Paradigm shift
Technology changes the way everyone does business, and if a business owner is not trying to stay ahead of the technology curve, she will be buried by it. In the latter part of the last century, the telegraph industry experienced a “paradigm shift”—a discontinuity in the business-as-usual environment. The facsimile machine changed the telegraph industry, which had stood strong for more than 150 years. The Internet and e-mail helped pound the final nail in the coffin, and Western Union has since closed its telegraph service around the world.
Many devices that seem commonplace were not used as recently as 1980. Some examples are laser printers, automatic tellers, and cell phones. There were no DVDs, CDs, and almost no videocassette recorders, no video rental stores, and no one owned a personal computer. Commercial Internet would come years later so e-commerce was nonexistent.
The old paradigm involved a system of mass production and mass marketing. Today it is being replaced by a one-to-one economic system, which is characterized by customized production; individualized accommodation of customer needs and wants, and one-on-one personalized marketing. This shift is changing the rules of business, and unless business owners on Saipan understand the change, they will be left in the old paradigm world, wondering what happened to their business.
Competition is more for a share of the customer versus a share of the market. Businesses must compete for the loyalty of each customer one at a time if they want to remain in business for a long time. Jim Sterne, author of Customer Service on the Internet, states: “The customer and the business together are now redefining what it means to participate in a commercial relationship. It is becoming a collaborative, interactive world. The new dynamic of competition is based on doing battle for one customer at a time.”

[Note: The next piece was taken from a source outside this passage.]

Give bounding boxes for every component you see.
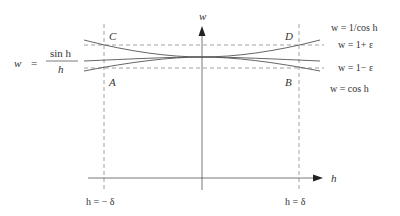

To cope with this shift, a business should realize that its most indispensable asset is the customer it serves, and the relationship it enjoys with each customer. Technology can assist to develop and maintain that relationship in several ways. Broader bandwidth will allow full Internet integration by allowing customers to talk to a service rep while still connected to the Internet. Instead of static web pages, a customer can view videos on new products.
Some experts predict human-centric computers that will allow customers to communicate and interact naturally with machines. Media systems now allow business owners to go beyond simple merging of names and addresses to include specific information based on past buying information and personal preferences.

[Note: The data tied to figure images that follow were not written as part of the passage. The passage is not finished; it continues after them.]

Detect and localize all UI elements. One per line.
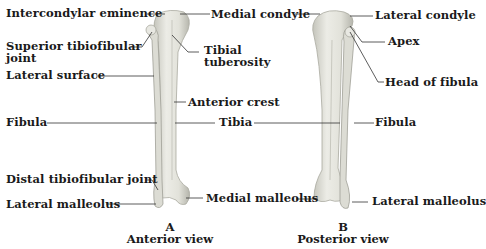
label-fibula-a: Fibula — [6, 116, 47, 129]
label-tibia: Tibia — [219, 116, 252, 129]
label-apex: Apex — [388, 35, 420, 48]
label-lateral-surface: Lateral surface — [6, 69, 105, 82]
label-medial-condyle: Medial condyle — [211, 8, 310, 21]
caption-posterior-view: Posterior view — [283, 233, 403, 246]
label-lateral-malleolus-b: Lateral malleolus — [372, 195, 486, 208]
label-lateral-condyle: Lateral condyle — [375, 9, 476, 22]
label-tibial-tuberosity-2: tuberosity — [204, 56, 271, 69]
label-fibula-b: Fibula — [375, 116, 416, 129]
label-medial-malleolus: Medial malleolus — [206, 192, 318, 205]
posterior-view-bones — [313, 11, 355, 209]
label-superior-tibiofibular-joint-2: joint — [6, 52, 36, 65]
caption-anterior-view: Anterior view — [110, 233, 230, 246]
label-head-of-fibula: Head of fibula — [385, 76, 478, 89]
label-intercondylar-eminence: Intercondylar eminence — [6, 7, 162, 20]
label-anterior-crest: Anterior crest — [188, 96, 280, 109]
label-distal-tibiofibular-joint: Distal tibiofibular joint — [6, 173, 158, 186]
label-lateral-malleolus-a: Lateral malleolus — [6, 198, 120, 211]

All of these technological advances allow you as a business owner to do one thing very well—serve the needs of the customer better. The current buzz phrase for this process is called customer relationship management (CRM). According to the Harvard Business Review: “CRM aligns business processes with customer strategies to build customer loyalty and increase profits over time.”
What’s interesting about that definition is that the word “software” and “technology” are completely missing. However, with the assistance of CRM technology you can more easily move toward one-to-one marketing that builds stronger relationships and better satisfies the needs of the customer.
Customers have come to expect good quality at reasonable prices; however, they don’t always expect great service. We can tell you that this type of service on Saipan is more difficult to spot than the brown tree snake. People have come to expect marginal service because that is what they usually get.
The technology paradigm shift will allow you to improve your operations, while the relationship paradigm shift is needed to improve your staff’s attitude toward the customer. Just understanding the long-term value of a customer can help people make a mental shift. Mark Grainer of the Technical Assistance Research Programs Institute estimates that a loyal supermarket customer is worth $3,800 per year. Over a buying lifetime, each customer is worth more than $150,000 in gross sales.
Looking at each customer in such a long-term fashion makes one think twice about doing something that would offend a customer and keep them from making a $5 purchase, because that $5 can translate into thousands of lost dollars in sales. And that does not even include all the people that the disgruntled person told and who never visited your business.
Whether you use the latest technology or just keep mental notes of the customer’s buying preferences, you must make the paradigm shift that will allow you to better serve the customer and eventually improve long-term sales.